Let’s pretend the bundled asparagus above is first one kind of thing and then another kind of thing. The two kinds of bundles to imagine the asparagus represents are HUGE obstacles to 21st century learning.
First let’s say the bundles are educational resources such as textbooks, curricula, and grade standards. Each stalk of asparagus represents something like fractions, polynomials, cell mitosis, the planets, and classic short stories. Pedagogues and publishers have divided the stalks by subject, into math, biology, astronomy, and literature. All the stalks for each of the subjects have been gathered together and bundled — bound and held together. The individual topics like cell mitosis are stuck in one of the bundles and cannot be found or linked openly online.
Second let’s say the bundles are students. They have been sorted out by grade, gifts, scores, etc. and bundled together. The bundles of students have then been placed in a pile that we will think of as a particular school. In this image of two schools (one on the left, one on the right), students of different color go to different schools.
Webster’s gives us this definition: bundle — a number of things fastened together into a mass or bunch convenient for handling or conveyance.
This is a disturbingly vivid metaphor for actual schooling — especially public schools in the United States and those with rigid grade standards in Europe and many other places.
UNBUNDLING AND CONNECTING
Bundling of educational resources makes them incompatible with the open internet because the medium is a network. Nodes are needed for fractions to connect with other fraction resources and polynomials, mitosis and the rest to link to their related knowledge. Knowledge needs to be unbundled for it to be useful online.
There is now a quick and easy release for a student now experiencing schooling in a bundle: handschooling. Give a student a smartphone so she can connect on her own to the knowledge she wants to learn that is unbundled in the open internet. She will begin feeling less like a piece of asparagus, and become a scholar.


**What you are asked to do**
Every line that holds the word "span" needs to be copied from the data below.

**Provided information**
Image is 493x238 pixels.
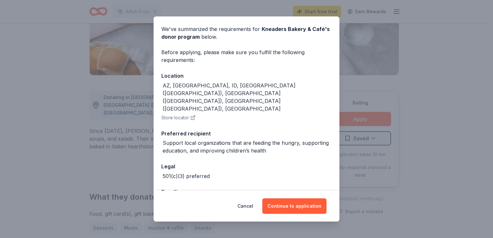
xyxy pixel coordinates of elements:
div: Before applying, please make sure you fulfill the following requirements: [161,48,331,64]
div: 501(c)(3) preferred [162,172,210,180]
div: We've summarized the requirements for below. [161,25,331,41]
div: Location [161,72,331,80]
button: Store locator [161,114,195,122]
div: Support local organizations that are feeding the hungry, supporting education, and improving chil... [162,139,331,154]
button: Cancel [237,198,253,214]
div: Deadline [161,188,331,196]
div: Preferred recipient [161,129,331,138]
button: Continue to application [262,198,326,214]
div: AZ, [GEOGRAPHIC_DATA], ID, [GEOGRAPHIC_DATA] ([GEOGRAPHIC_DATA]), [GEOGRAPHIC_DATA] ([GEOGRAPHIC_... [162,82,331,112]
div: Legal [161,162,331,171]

...

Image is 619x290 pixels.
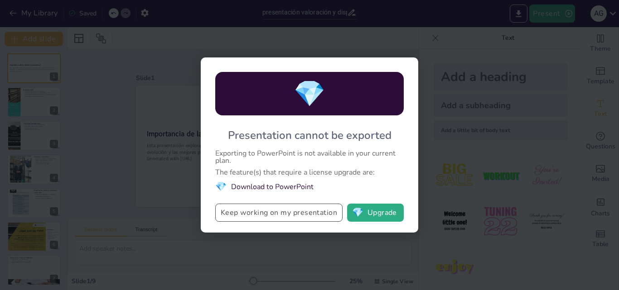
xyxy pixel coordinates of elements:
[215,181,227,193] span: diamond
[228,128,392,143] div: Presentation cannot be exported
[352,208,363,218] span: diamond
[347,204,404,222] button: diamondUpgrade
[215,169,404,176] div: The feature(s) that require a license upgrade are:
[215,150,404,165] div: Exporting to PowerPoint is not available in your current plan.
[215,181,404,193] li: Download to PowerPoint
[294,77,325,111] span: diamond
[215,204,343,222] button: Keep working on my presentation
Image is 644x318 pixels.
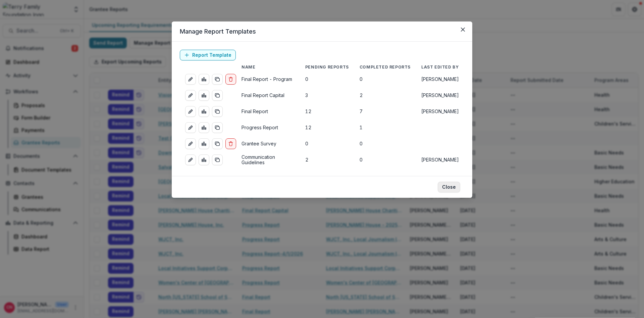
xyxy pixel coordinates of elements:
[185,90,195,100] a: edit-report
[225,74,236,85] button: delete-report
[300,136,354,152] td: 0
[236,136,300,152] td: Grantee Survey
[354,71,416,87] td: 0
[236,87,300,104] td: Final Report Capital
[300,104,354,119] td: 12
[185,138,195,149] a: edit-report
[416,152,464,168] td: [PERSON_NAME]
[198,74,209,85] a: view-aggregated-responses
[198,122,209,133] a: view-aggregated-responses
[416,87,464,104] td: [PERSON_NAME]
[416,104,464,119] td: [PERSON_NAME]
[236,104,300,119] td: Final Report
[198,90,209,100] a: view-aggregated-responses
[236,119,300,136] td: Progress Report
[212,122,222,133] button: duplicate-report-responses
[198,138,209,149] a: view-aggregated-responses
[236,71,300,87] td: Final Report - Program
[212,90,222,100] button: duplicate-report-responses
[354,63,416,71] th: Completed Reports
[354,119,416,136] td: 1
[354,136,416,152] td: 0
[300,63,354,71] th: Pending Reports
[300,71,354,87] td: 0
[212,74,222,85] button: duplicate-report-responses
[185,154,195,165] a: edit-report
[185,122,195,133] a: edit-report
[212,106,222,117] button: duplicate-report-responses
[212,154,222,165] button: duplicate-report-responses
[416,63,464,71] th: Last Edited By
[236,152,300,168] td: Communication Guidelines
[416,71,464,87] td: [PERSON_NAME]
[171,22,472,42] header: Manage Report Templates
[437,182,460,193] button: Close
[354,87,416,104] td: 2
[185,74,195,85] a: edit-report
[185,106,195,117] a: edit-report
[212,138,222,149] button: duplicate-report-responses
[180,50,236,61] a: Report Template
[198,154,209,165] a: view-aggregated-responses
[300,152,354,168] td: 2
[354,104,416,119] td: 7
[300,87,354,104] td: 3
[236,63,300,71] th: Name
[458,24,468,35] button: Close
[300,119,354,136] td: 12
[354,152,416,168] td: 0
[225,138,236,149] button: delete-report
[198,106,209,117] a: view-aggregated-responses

**Final answer**
[215,181,227,193] span: diamond
[352,208,363,218] span: diamond
[294,77,325,111] span: diamond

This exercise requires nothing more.